China’s EV race is producing plenty of futuristic battery talk, but CATL is pouring a small bucket of cold water on the hype. The world’s biggest battery maker says sodium-ion batteries and solid-state EV batteries will not reach mass adoption for another three to five years at best, even as rivals keep dangling near-term launch promises.

That gap between marketing and manufacturing is the real story here. Lab demos are easy; scaling battery chemistry into millions of packs without wrecking safety, cost, or durability is the part that eats years and budgets for breakfast. CATL’s latest comments suggest both technologies are still on that long road.

CATL’s solid-state EV battery timeline is moving slowly

At an industry event, CATL chairman Robin Zeng said the company’s solid-state batteries are only at the fourth of nine preparation stages before mass production. In other words, there is still a long road between a promising prototype and something a carmaker can actually bolt into vehicles at scale.

CATL’s chief scientist, Wu Kai, expects the company to reach the seventh or eighth stage by the end of 2027, which would put it close to the final step. Next year, CATL plans to begin certification of pilot batches of solid-state traction batteries. That is progress, but it is not a launch announcement.

What counts as solid-state is getting policed

Chinese regulators are also drawing a line around the term itself. Batteries with 5% to 20% liquid electrolyte are treated as hybrid designs, while a traction battery needs no more than 5% liquid electrolyte to be legally called solid-state. That matters because battery names are now part of the sales pitch, and the government clearly does not want buyers paying premium prices for chemistry with asterisks attached.

There is, however, a practical upside for manufacturers: existing lithium-ion production lines reportedly need only about 10% modification to make hybrid batteries. That helps explain why some brands can talk fast about advanced cells while still building something much closer to a transitional product.

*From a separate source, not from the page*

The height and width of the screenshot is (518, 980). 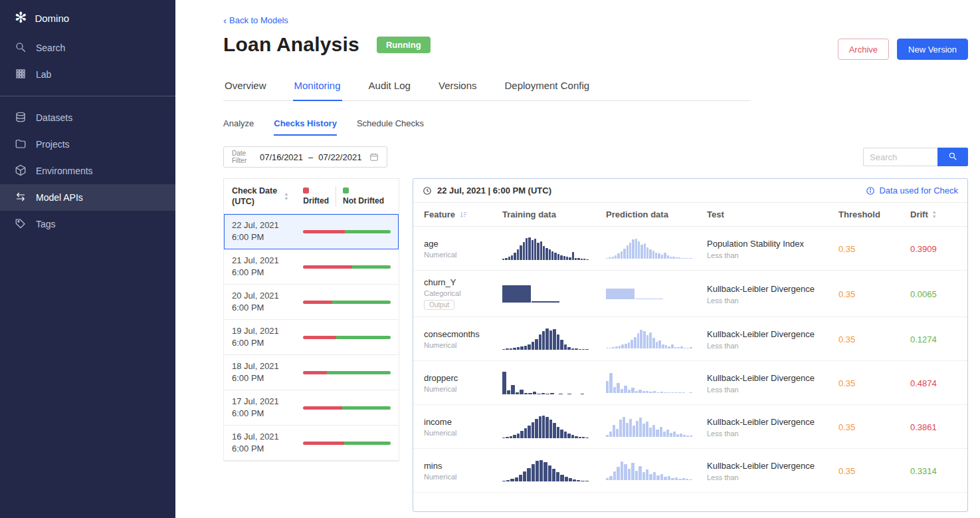 What do you see at coordinates (547, 88) in the screenshot?
I see `tab-deployment-config: Deployment Config` at bounding box center [547, 88].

Sodium-ion batteries face a different problem

Former CATL executive Wu Zuyu, now leading Hithium Energy Storage, said sodium-ion batteries are still about five years away from mass production. Their selling point is better performance in cold weather, but the industry is still wrestling with lifespan, which is the sort of boring detail that tends to decide whether a battery family survives.

  • Good durability target for sodium-ion batteries: 15,000 charge-discharge cycles
  • Hithium’s stationary-storage target: 20,000 cycles
  • CATL expects 10,000 to 20,000 EVs to use its sodium-ion batteries this year

CATL and BYD both think sodium-ion packs could reach cost parity with lithium-ion as soon as this year or next year. That is the kind of claim that gets attention, but cost parity alone does not make a car battery successful; the chemistry still has to last, and last cheaply.

Car makers are still chasing near-term headlines

Dongfeng Motor says its 1,000 km batteries could enter mass production by the end of this year, although they are likely to be hybrid rather than fully solid-state. That would be a familiar outcome in this market: the biggest gains arriving first in the ”almost new” category, while the truly next-generation stuff stays in the lab a while longer.

The more interesting open question is whether sodium-ion finds its first big life in cars or in stationary storage, where weight and energy density matter less. General Motors has already shown interest in the technology for data center energy storage, which may end up being the cleaner commercial path if EV makers keep demanding more range, lower cost, and miracle-grade durability all at once.